Notre Dame, Indiana - New research from the University of Notre Dame places a new upper limit on the total number of people who could become infected by the Zika virus in the first wave of the current epidemic.

 

The team of researchers, led by Alex Perkins, Eck Family Assistant Professor of Biological Sciences and a member of the Eck Institute for Global Health, projects that as many as 93 million people in Latin America and the Caribbean, including 1.6 million childbearing women, are at risk of infection over the next two to three years of the epidemic. Because these totals reflect the sum of location-specific estimates across the region, the researchers stress that it is important to note that these numbers represent a worst-case scenario.

“In other words, we think these projections may be pretty good for a location where Zika shows up and starts an epidemic, but at the same time we acknowledge that due simply to random chance and the fact that some places are relatively isolated and sparsely populated, the virus won’t make it to every single corner of the continent,” Perkins said.

Perkins also pointed out that it is very important to note that the numbers that the researchers report are infections, which are not the same as clinical cases.

“Only about 20 percent of people who are infected develop any symptoms whatsoever, and even fewer than that will seek medical care and show up in government statistics,” he said.

One of the most important ideas underlying the results is the concept of “herd immunity.” This means that after the virus has been spreading for a while, so many people become immune to it that infectious mosquitoes start running out of susceptible people who can keep the epidemic going. Consequently, the epidemic dies out before it can infect everyone.

“This idea was very central to our approach, as was the idea that more people become infected before herd immunity can extinguish an epidemic in areas where mosquitoes are plentiful and transmission is very intense,” Perkins said.

Perkins pointed out that the World Health Organization in February declared the Zika epidemic to be a public health emergency of international concern. At that time, there was widespread concern about Zika, but there were no good estimates of the potential scale of the problem.

“Although there is lots of uncertainty around our projections and we will have a better idea of the situation as we get more data, our projections are some of the very first to give a ballpark estimate of the total number of people who might be at risk,” he said. “Even after several months of intense research and analysis of this epidemic, our projection is some of the only information that decision makers have to go by right now.”

The researchers did not use any data from the current epidemic, but instead relied on what was known about dengue and chikungunya from similar epidemics in the past.

“In this research, we were interested in seeing what we could come up with at the earliest stages of the epidemic before we had the luxury of lots of data to work with,” Perkins said. “By the time we have enough data to make forecasts based on traditional approaches, much of the damage has already been done by the epidemic and it is too late for the research to be actionable.”

The research is described in a paper appearing the journal Nature Microbiology. Perkins’ coauthors include Amir Siraj, a postdoctoral researcher in Perkins’ lab at Notre Dame; Corrine Ruktanonchai, a doctoral student at the University of Southampton in the U.K.; Moritz Kraemer, a doctoral student at the University of Oxford; and Andrew Tatem, a professor at the University of Southampton.

This research was supported by a RAPID grant from the National Science Foundation (DEB 1641130) to the University of Notre Dame.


**Task instructions:** Would you give the entries again word for word, with no pictures in the copy?

*** Data for analysis Section Begins ***

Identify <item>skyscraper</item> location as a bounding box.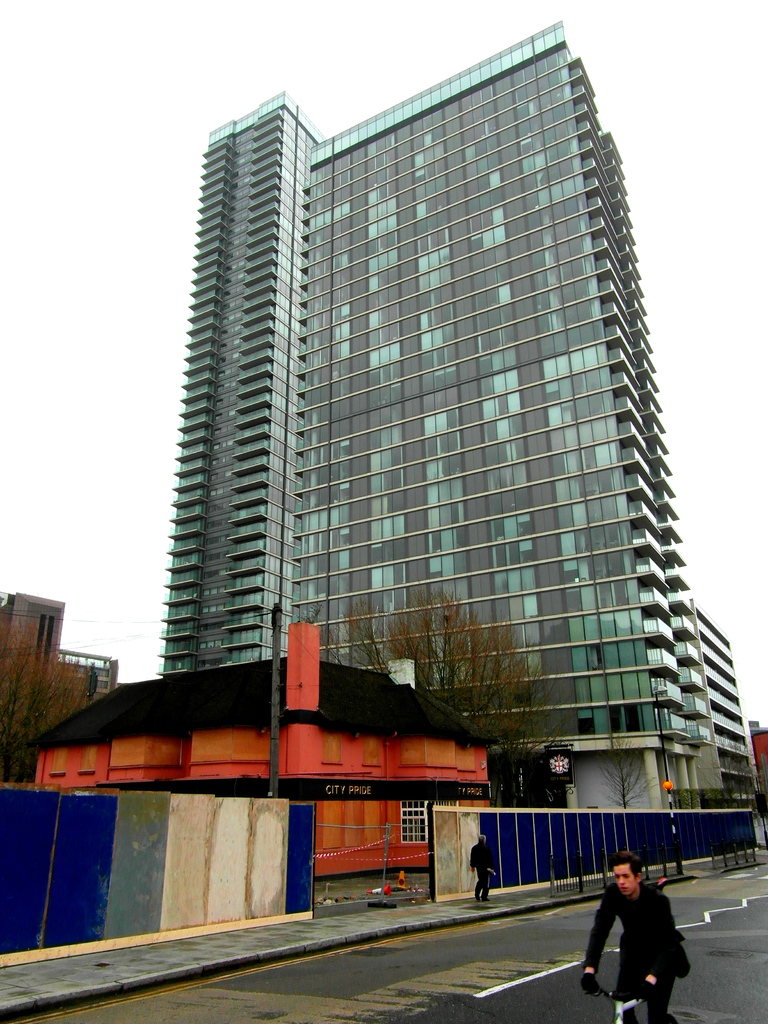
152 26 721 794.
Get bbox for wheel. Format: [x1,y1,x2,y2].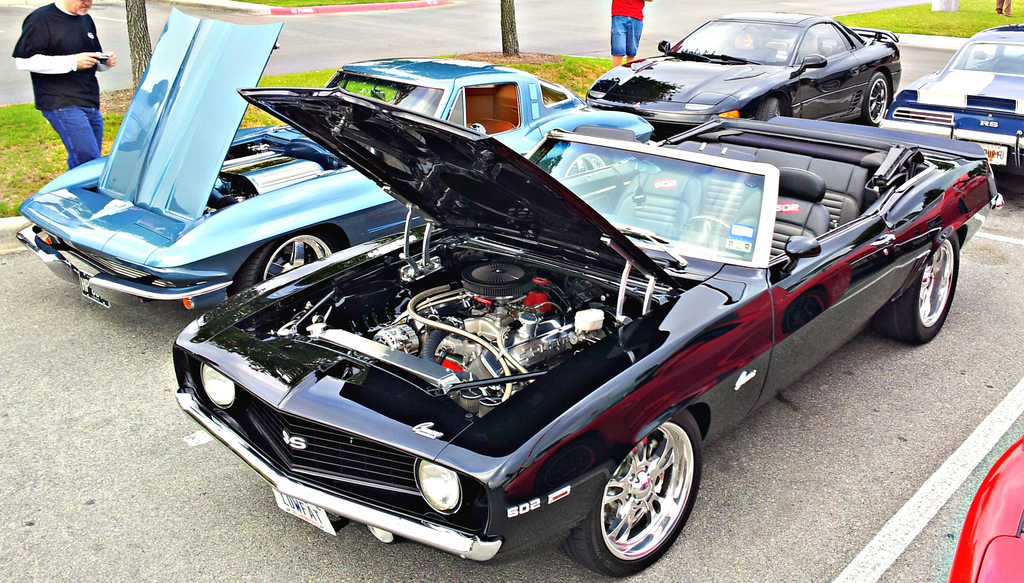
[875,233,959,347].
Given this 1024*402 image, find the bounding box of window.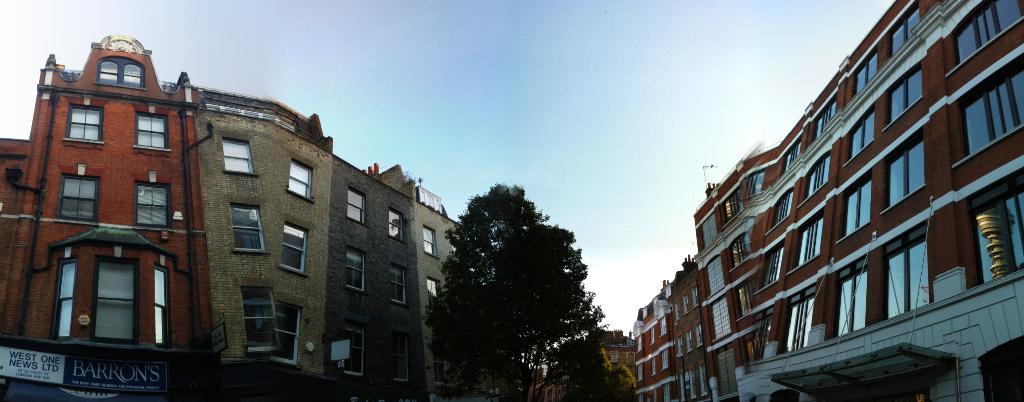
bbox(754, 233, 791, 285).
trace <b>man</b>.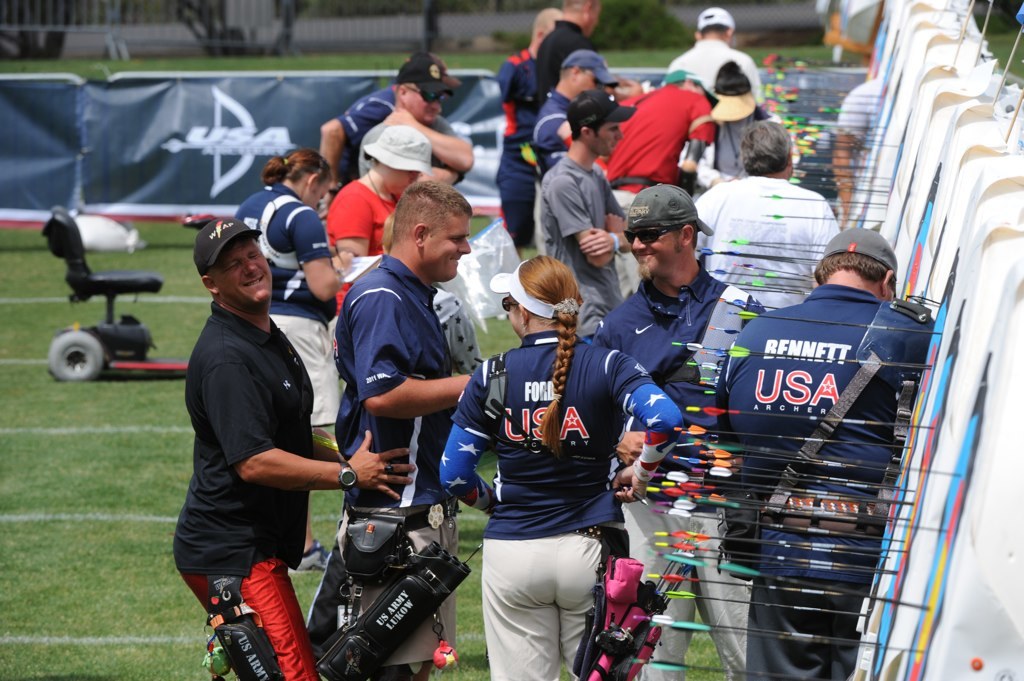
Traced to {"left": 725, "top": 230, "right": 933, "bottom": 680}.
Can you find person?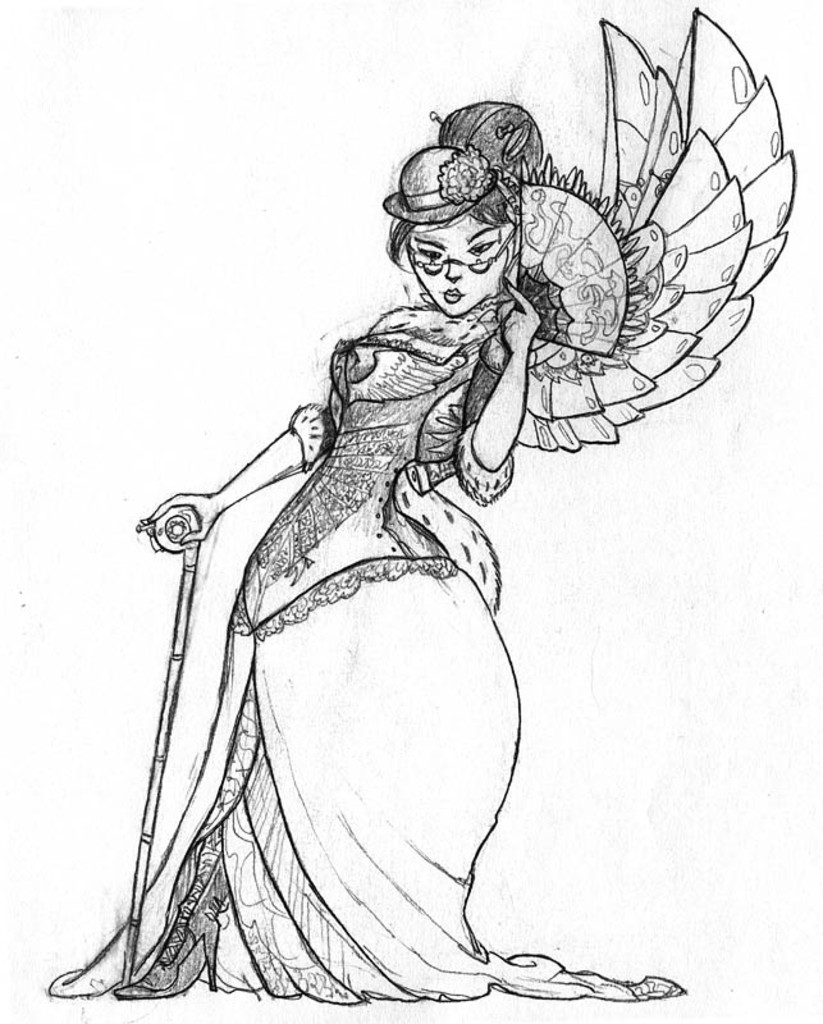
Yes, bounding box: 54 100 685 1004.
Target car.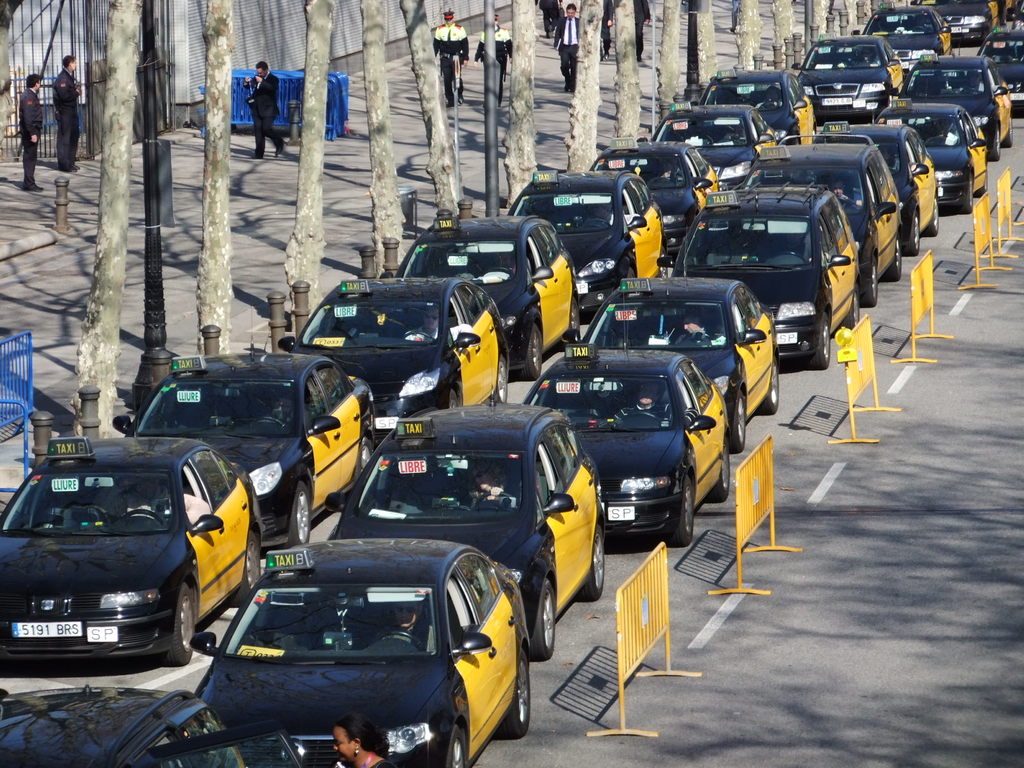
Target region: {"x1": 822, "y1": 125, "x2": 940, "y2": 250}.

*** Data for analysis Section Ends ***

**Task solution:**
Identify <item>skyscraper</item> location as a bounding box.
152 26 721 794.
Get bbox for wheel. Format: [x1,y1,x2,y2].
[875,233,959,347].
Given this 1024*402 image, find the bounding box of window.
bbox(754, 233, 791, 285).
trace <b>man</b>.
Traced to {"left": 725, "top": 230, "right": 933, "bottom": 680}.
Can you find person?
Yes, bounding box: 54 100 685 1004.
Target car.
Target region: {"x1": 822, "y1": 125, "x2": 940, "y2": 250}.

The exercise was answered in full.